The Band – ‘Live at the Academy of Music 1971’ (2013)

The Band’s initial live release found them off-handedly overhauling their catalog, rather than attempting to simply replicate it. 1972’s Rock of Ages would become a showcase for a group pushing itself musically and creatively.

It started when Robbie Robertson, having previously collaborated with Allen Toussaint on “Life is a Carnival” from the year before, asked the New Orleans soul Svengali back in to work up horn charts for a multi-night run between December 28-31, 1971 at the Academy of Music in New York City — forming the basis for that celebrated double album. A little over four decades later, however, Robertson has returned in the hopes of reframing this fizzy exercise.

The new Live at the Academy of Music 1971, due September 17, 2013 from Capitol Records, does just that — as the Band plays a largely improvised set, fashioned in a whole new way, relying upon nothing more than a still-startling musical chemistry. Put frankly, nobody does things like this anymore. And they’d likely fail miserably if they tried.

The 4 CD/1 DVD box includes both stereo and 5.1 mixes of the best of those performances, plus a complete look at the now-legendary New Year’s Eve show — most of which has gone previously unreleased. Also included are a 48-page book featuring an essay from Robertson, the original album review by Rolling Stone magazine’s Ralph J. Gleason, rare photographs and additional notes. That only bolsters this set’s sense of fresh discovery, beginning with a previously unheard version of Levon Helm’s 1970 collaboration with Robertson, “Strawberry Wine.”

Rock of Ages, if the contemporary ads and album jacket were to be believed, featured highlights from the December 31 concert. Actually, however, the original release included tracks from throughout the four-night run — and was, as this new set illustrates, sequenced in a different order. In fact, save for a few minor switch ups (and, of course, the completely improvised New Year’s Eve encore with Bob Dylan), the song lineup remained largely unchanged over each evening.

Along the way, a number of these songs — the Dixieland reworking of “W.S. Walcott Medicine Show,” the rumbling “Caledonia Mission,” the lonesome “Night They Drove Old Dixie Down” — are so profoundly altered by the addition of horn charts that they stand apart completely from the studio versions. Not that any of it came easy. By the time Toussaint arrived in New York to work with the Band, his entire satchel of charts had been stolen. Couple that with a nasty head cold, and Toussaint barely had time to reassemble new arrangements for what turned out to be a crack group of backing musicians from the Count Basie, Charles Mingus and Miles Davis bands.

Nothing, however, could stop the magic here. These newly restored offerings, in particular the two discs devoted to a soundboard mix of the December 31 show, underscore the gutsy, in-the-moment quality of this experiment — and how the Band bulls right through it by sheer force of musical will. The horns might play with a ragged emotion at times, and the raucous closing moments with their old pal Dylan might threaten to skid off the rails — but who can forget Garth Hudson’s canny aside during the introductory segment on “Chest Fever,” when he spontaneously slipped in a reference to “Auld Lang Syne”?

In the end, all of that works in the favor of Live at the Academy of Music 1971, after so much mythos has billowed up around the Band. The results — nervy and off the cuff; unsurprisingly, really, when you consider that the Band had famously begun this run of shows without bothering to draw up a set list — serve to humanize these often towering figures, even as they bring you in as close as you can possibly get to the stirring elixirs being conjured out of thin air on that stage.

Nick DeRiso

2 Comments

  1. The Band ~ Always a favorite. “Our” music was the best! If you have a mailing list, please add me.

  2. Dean Nachreiner says:

    Only thing better would be all five ready to play for us tonight.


[What is expected]: Whenever the string "triangle" turns up in a line of the data below, copy that line.

Entries from a visual dataset:

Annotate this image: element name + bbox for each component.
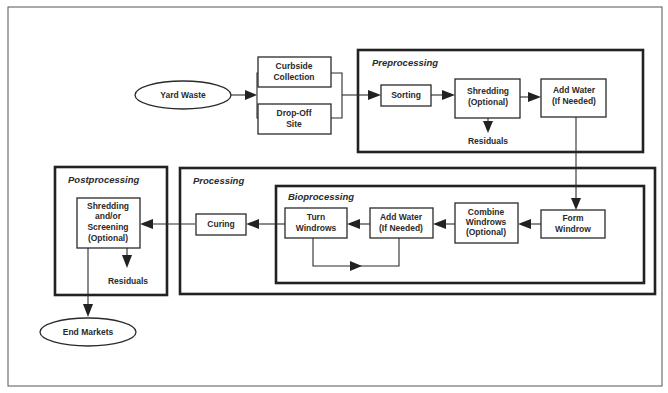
node-sorting-label: Sorting (391, 90, 421, 100)
node-post-shredding-line4: (Optional) (88, 233, 128, 243)
node-post-shredding-line1: Shredding (87, 201, 129, 211)
node-post-shredding: Shredding and/or Screening (Optional) (77, 198, 140, 248)
node-yard-waste-label: Yard Waste (160, 90, 206, 100)
node-combine-windrows: Combine Windrows (Optional) (455, 203, 518, 243)
node-form-windrow-line1: Form (562, 213, 584, 223)
node-curing: Curing (196, 214, 246, 235)
node-dropoff-line2: Site (286, 119, 302, 129)
node-shredding-line2: (Optional) (468, 97, 508, 107)
node-shredding: Shredding (Optional) (455, 79, 520, 118)
node-add-water-pre-line1: Add Water (553, 85, 596, 95)
node-add-water-bio-line2: (If Needed) (379, 223, 423, 233)
node-curbside-line1: Curbside (276, 61, 313, 71)
composting-flowchart: Preprocessing Processing Bioprocessing P… (0, 0, 668, 393)
node-sorting: Sorting (381, 85, 431, 106)
node-combine-line2: Windrows (466, 217, 507, 227)
node-combine-line3: (Optional) (466, 227, 506, 237)
node-turn-windrows: Turn Windrows (285, 208, 347, 238)
node-add-water-pre: Add Water (If Needed) (541, 79, 606, 117)
node-combine-line1: Combine (468, 207, 505, 217)
node-add-water-bio: Add Water (If Needed) (370, 208, 433, 238)
node-form-windrow: Form Windrow (541, 210, 605, 238)
node-turn-line2: Windrows (296, 223, 337, 233)
node-yard-waste: Yard Waste (135, 81, 231, 109)
preprocessing-title: Preprocessing (372, 57, 438, 68)
node-post-shredding-line3: Screening (87, 222, 128, 232)
residuals-post-label: Residuals (108, 276, 148, 286)
node-curing-label: Curing (207, 219, 234, 229)
node-add-water-bio-line1: Add Water (380, 212, 423, 222)
residuals-pre-label: Residuals (468, 136, 508, 146)
node-form-windrow-line2: Windrow (555, 224, 591, 234)
bioprocessing-title: Bioprocessing (288, 191, 354, 202)
node-shredding-line1: Shredding (467, 86, 509, 96)
node-end-markets: End Markets (40, 318, 136, 346)
processing-title: Processing (193, 175, 244, 186)
postprocessing-title: Postprocessing (68, 174, 139, 185)
node-dropoff-line1: Drop-Off (277, 108, 312, 118)
node-end-markets-label: End Markets (63, 327, 114, 337)
node-drop-off-site: Drop-Off Site (258, 104, 331, 134)
node-curbside-line2: Collection (273, 72, 314, 82)
node-post-shredding-line2: and/or (95, 211, 122, 221)
node-add-water-pre-line2: (If Needed) (552, 96, 596, 106)
node-turn-line1: Turn (307, 212, 325, 222)
node-curbside-collection: Curbside Collection (258, 57, 331, 87)
arrow-head (245, 90, 257, 100)
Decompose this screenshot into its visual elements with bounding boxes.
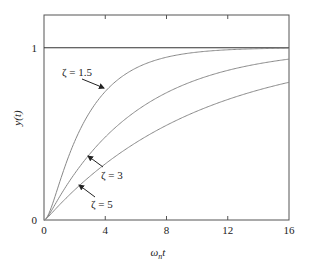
annotation-arrow-icon (82, 79, 104, 88)
curve-zeta-5 (44, 82, 289, 220)
y-tick-label: 1 (32, 42, 38, 54)
annotation-zeta: ζ = 1.5 (62, 66, 104, 88)
annotation-arrow-icon (88, 156, 103, 167)
annotation-arrow-icon (79, 185, 95, 197)
y-axis-label: y(t) (11, 110, 24, 127)
annotation-zeta: ζ = 5 (79, 185, 113, 211)
annotations: ζ = 1.5ζ = 3ζ = 5 (62, 66, 123, 211)
step-response-chart: 048121601 ζ = 1.5ζ = 3ζ = 5 y(t) ωnt (0, 0, 310, 264)
x-tick-label: 4 (103, 224, 109, 236)
x-axis-label-tail: t (162, 246, 166, 258)
x-tick-label: 12 (222, 224, 233, 236)
x-axis-label: ωnt (151, 246, 167, 261)
plot-area: 048121601 (32, 15, 296, 236)
x-tick-label: 0 (41, 224, 47, 236)
y-tick-label: 0 (32, 214, 38, 226)
x-tick-label: 16 (284, 224, 296, 236)
annotation-label: ζ = 1.5 (62, 66, 93, 79)
axes-labels: y(t) ωnt (11, 110, 166, 261)
annotation-zeta: ζ = 3 (88, 156, 123, 182)
plot-frame (44, 15, 289, 220)
curve-zeta-3 (44, 59, 289, 220)
annotation-label: ζ = 5 (91, 198, 113, 211)
x-tick-label: 8 (164, 224, 170, 236)
annotation-label: ζ = 3 (101, 169, 123, 182)
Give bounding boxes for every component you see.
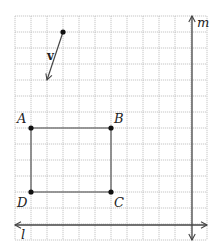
point-a <box>28 125 33 130</box>
label-b: B <box>113 111 124 126</box>
label-l: l <box>21 227 25 242</box>
vector-tail-point <box>60 29 65 34</box>
label-m: m <box>197 15 209 30</box>
geometry-figure: A B C D v l m <box>0 0 218 252</box>
label-a: A <box>16 111 26 126</box>
point-b <box>108 125 113 130</box>
point-d <box>28 189 33 194</box>
label-c: C <box>114 195 124 210</box>
label-v: v <box>46 49 55 63</box>
label-d: D <box>16 195 28 210</box>
point-c <box>108 189 113 194</box>
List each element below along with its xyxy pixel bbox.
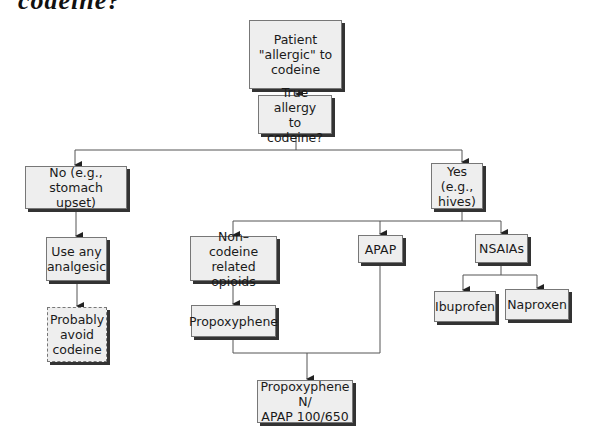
- node-probably-avoid-codeine: Probably avoid codeine: [47, 307, 107, 362]
- node-propoxyphene: Propoxyphene: [191, 305, 276, 337]
- node-nsaias: NSAIAs: [475, 234, 528, 263]
- node-yes-hives: Yes (e.g., hives): [431, 163, 483, 209]
- node-apap: APAP: [358, 235, 403, 263]
- node-naproxen: Naproxen: [505, 289, 569, 320]
- node-use-any-analgesic: Use any analgesic: [46, 237, 107, 281]
- node-propoxyphene-n-apap: Propoxyphene N/ APAP 100/650: [257, 380, 353, 423]
- node-non-codeine-opioids: Non–codeine related opioids: [190, 236, 277, 281]
- node-ibuprofen: Ibuprofen: [434, 291, 496, 322]
- node-true-allergy-question: True allergy to codeine?: [258, 95, 332, 134]
- node-patient-allergic: Patient "allergic" to codeine: [249, 20, 342, 89]
- node-no-stomach-upset: No (e.g., stomach upset): [25, 166, 127, 209]
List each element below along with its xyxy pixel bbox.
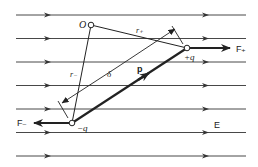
r-minus-label: r₋ <box>70 70 78 79</box>
origin-label: O <box>79 19 86 30</box>
dipole-diagram: O r₊ r₋ δ p +q −q F₊ F₋ E <box>0 0 258 167</box>
origin-point <box>88 22 94 28</box>
field-label: E <box>214 120 220 130</box>
delta-tick-minus <box>58 101 68 118</box>
delta-label: δ <box>107 69 112 79</box>
positive-charge-label: +q <box>184 52 195 62</box>
force-minus-label: F₋ <box>17 118 28 128</box>
dipole-moment-arrowhead <box>138 73 149 80</box>
delta-tick-plus <box>172 26 183 44</box>
r-plus-label: r₊ <box>136 26 144 35</box>
force-plus-label: F₊ <box>236 44 247 54</box>
dipole-moment-label: p <box>137 64 143 74</box>
negative-charge-label: −q <box>77 123 88 133</box>
negative-charge <box>69 120 75 126</box>
positive-charge <box>184 45 190 51</box>
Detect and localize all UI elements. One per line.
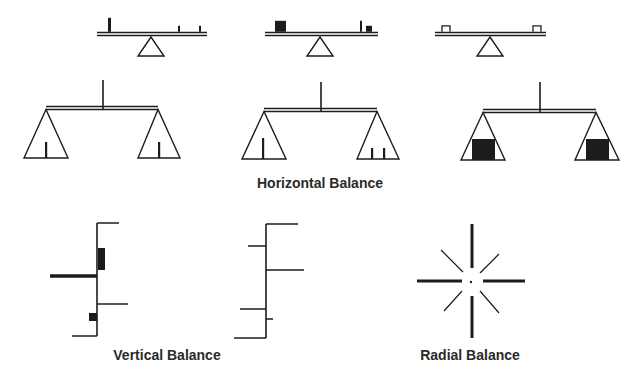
vertical-weighted [50,223,128,336]
weight-bar [360,21,362,32]
fulcrum-triangle [477,37,503,56]
scale-one-vs-two [242,82,399,159]
weight-block [366,26,372,32]
weight-bar [178,26,180,32]
pan-weight-block [586,139,609,160]
weight-block [275,21,286,32]
weight-box-outline [442,26,450,32]
caption-radial-balance: Radial Balance [420,347,520,363]
scale-group [24,80,619,160]
seesaw-symmetric-boxes [435,26,546,56]
pan-weight-bar [262,138,264,159]
pan-weight-block [472,139,495,160]
scale-two-blocks [461,82,619,160]
radial-spoke [444,291,462,311]
radial-balance-group [417,224,525,338]
center-dot [470,281,472,283]
seesaw-block-vs-post [265,21,378,56]
pan-weight-bar [383,148,385,159]
weight-bar [199,26,201,32]
radial-spoke [441,250,463,272]
weight-block [89,313,97,321]
vertical-balance-group [50,223,304,338]
seesaw-group [97,18,546,56]
pan-weight-bar [45,142,47,158]
scale-single-weights [24,80,180,158]
radial-star [417,224,525,338]
radial-spoke [480,291,499,313]
weight-bar [108,18,111,32]
scale-pan-triangle [357,112,399,160]
radial-spoke [480,254,499,273]
caption-horizontal-balance: Horizontal Balance [257,175,383,191]
fulcrum-triangle [307,37,333,56]
fulcrum-triangle [138,37,164,56]
seesaw-uneven-weights [97,18,207,56]
pan-weight-bar [158,142,160,158]
vertical-lines-only [234,224,304,338]
pan-weight-bar [371,148,373,159]
weight-block [98,248,105,270]
caption-vertical-balance: Vertical Balance [113,347,220,363]
weight-box-outline [533,26,541,32]
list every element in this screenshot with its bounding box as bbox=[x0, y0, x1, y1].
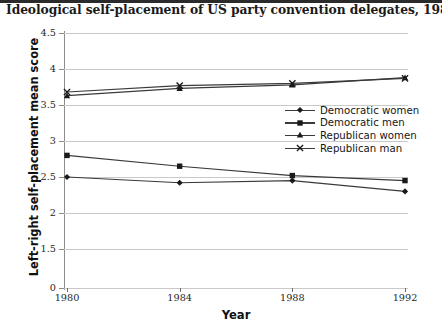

[Result]:
fulcrum-triangle [477,37,503,56]
scale-pan-triangle [357,112,399,160]
fulcrum-triangle [307,37,333,56]
fulcrum-triangle [138,37,164,56]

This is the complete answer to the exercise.